John Joseph Henry
American lawyer From Wikipedia, the free encyclopedia
American lawyer From Wikipedia, the free encyclopedia
John Joseph Henry (November 4, 1758 – April 15, 1811) was an American private soldier, lawyer, and judge from Pennsylvania in the American Revolutionary War.
Henry, the son of William Henry of Lancaster and Ann Wood Henry, was born in Lancaster, Pennsylvania. His father, an important gunsmith, apprenticed him at the age of 14 to an uncle, also a gunsmith, who moved with John Joseph to Detroit. Perhaps due to lack of business, the young man returned to Lancaster, on foot, with a guide who died in the wilderness along the way.[1]
At age sixteen he enlisted as a rifleman in the Pennsylvania state troops and marched with Benedict Arnold's expedition to Quebec in 1775. Taken prisoner during the ill-fated attempt to storm the city on January 1, 1776, Henry remained confined for nine months. He was confined for a time aboard HMS Pearl in New York's harbor; while imprisoned there he witnessed the Great Fire of New York.[2] He spent two years recuperating from his injuries at his father's home in Lancaster, and never healed completely.
Henry began to study law and, after clerking for Stephen Chambers, a prominent Lancaster attorney, he was admitted to the bar in 1785. In 1793 he was appointed president judge of the second district of Pennsylvania.
Henry married Chambers's younger sister, Jane. His will indicates that he had at least eight children: Anne-Mary, Caroline, Elisabeth, Harriet-Sidney, Amelia-Catherine, Lydia-Chambers, and Julian. The eighth and eldest, Stephen Chambers Henry, was "for good causes...absolutely exclude[d] and disinherit[ed]" in his father's will. Stephen Chambers Henry (January 4, 1786 – August 12, 1834) earned his M.D. from the University of Pennsylvania and in 1809 moved to Detroit, where he was a surgeon during the War of 1812 and, like his father, taken prisoner. He died of cholera in 1834.[3]
John Joseph Henry's career as a lawyer and judge was cut short by the recurrence of the injuries that he had suffered during the march on Quebec. These injuries prevented his attendance at court, and in 1809 the legislature debated, only to reject, a petition to remove him from office. He resigned his office in January 1811. In his final years he wrote An Accurate and Interesting Account of the Hardships and Sufferings of That Band of Heroes, Who Traversed the Wilderness in the Campaign Against Quebec in 1775, published in 1812 after his death. His account of the Arnold expedition has been often quoted and frequently reprinted.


§ EXERCISE REQUIREMENTS: Copy each line from the data that has the word "series" in it.

:::

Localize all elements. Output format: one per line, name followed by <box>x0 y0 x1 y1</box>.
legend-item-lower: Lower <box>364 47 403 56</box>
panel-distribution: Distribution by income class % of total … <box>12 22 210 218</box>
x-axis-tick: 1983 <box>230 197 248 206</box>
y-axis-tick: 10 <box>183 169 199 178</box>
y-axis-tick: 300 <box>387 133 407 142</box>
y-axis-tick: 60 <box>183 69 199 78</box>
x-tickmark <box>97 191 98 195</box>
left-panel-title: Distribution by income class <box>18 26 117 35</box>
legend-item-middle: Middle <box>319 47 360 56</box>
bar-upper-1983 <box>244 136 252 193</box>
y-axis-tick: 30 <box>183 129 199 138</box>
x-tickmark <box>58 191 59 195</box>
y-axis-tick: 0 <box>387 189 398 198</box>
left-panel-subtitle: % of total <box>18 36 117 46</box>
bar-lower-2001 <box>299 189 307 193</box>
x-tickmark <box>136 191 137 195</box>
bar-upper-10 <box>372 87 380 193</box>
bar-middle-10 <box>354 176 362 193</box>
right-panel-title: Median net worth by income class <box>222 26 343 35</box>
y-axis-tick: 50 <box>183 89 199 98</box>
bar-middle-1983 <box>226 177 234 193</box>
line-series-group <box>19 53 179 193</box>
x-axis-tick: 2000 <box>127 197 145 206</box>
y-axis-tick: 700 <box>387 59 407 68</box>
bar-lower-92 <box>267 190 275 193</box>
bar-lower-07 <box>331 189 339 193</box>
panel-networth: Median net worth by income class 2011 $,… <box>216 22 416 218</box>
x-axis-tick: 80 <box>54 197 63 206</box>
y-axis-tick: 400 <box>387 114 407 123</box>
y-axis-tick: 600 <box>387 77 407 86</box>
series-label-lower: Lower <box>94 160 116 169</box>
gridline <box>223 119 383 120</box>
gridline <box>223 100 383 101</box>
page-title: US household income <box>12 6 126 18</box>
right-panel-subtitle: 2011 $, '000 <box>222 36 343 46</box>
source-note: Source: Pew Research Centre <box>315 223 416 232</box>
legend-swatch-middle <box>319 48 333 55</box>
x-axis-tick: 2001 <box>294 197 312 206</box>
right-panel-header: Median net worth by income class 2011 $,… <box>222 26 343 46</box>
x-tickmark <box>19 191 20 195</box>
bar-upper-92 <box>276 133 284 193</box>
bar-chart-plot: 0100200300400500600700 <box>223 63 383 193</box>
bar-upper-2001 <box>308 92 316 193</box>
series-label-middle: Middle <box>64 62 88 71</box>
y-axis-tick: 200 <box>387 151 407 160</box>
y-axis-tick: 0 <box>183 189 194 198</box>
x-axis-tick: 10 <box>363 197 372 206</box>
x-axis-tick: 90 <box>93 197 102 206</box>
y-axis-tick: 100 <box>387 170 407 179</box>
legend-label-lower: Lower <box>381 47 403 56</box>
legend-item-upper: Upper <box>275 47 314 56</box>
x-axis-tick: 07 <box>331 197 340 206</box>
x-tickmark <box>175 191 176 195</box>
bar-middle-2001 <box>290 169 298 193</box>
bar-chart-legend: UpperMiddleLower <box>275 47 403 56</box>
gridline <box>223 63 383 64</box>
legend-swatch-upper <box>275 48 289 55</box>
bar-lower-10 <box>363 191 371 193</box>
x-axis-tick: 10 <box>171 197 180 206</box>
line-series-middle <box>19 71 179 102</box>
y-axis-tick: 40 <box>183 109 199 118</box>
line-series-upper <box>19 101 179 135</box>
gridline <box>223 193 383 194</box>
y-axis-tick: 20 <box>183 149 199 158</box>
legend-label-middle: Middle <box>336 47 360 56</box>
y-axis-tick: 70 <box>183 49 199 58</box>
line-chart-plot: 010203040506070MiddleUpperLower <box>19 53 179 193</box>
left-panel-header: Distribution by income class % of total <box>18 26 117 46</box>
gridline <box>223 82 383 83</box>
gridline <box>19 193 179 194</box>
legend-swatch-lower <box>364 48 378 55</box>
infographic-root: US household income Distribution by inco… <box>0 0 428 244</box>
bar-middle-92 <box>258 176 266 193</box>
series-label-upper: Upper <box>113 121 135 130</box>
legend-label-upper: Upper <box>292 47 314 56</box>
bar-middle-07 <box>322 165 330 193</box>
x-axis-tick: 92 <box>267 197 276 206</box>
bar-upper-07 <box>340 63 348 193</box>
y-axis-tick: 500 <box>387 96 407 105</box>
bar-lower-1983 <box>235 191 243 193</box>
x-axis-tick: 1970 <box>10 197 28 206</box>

:::

§ RESPONSE FOR THIS EXERCISE:
line-series-group <box>19 53 179 193</box>
series-label-lower: Lower <box>94 160 116 169</box>
series-label-middle: Middle <box>64 62 88 71</box>
line-series-middle <box>19 71 179 102</box>
line-series-upper <box>19 101 179 135</box>
series-label-upper: Upper <box>113 121 135 130</box>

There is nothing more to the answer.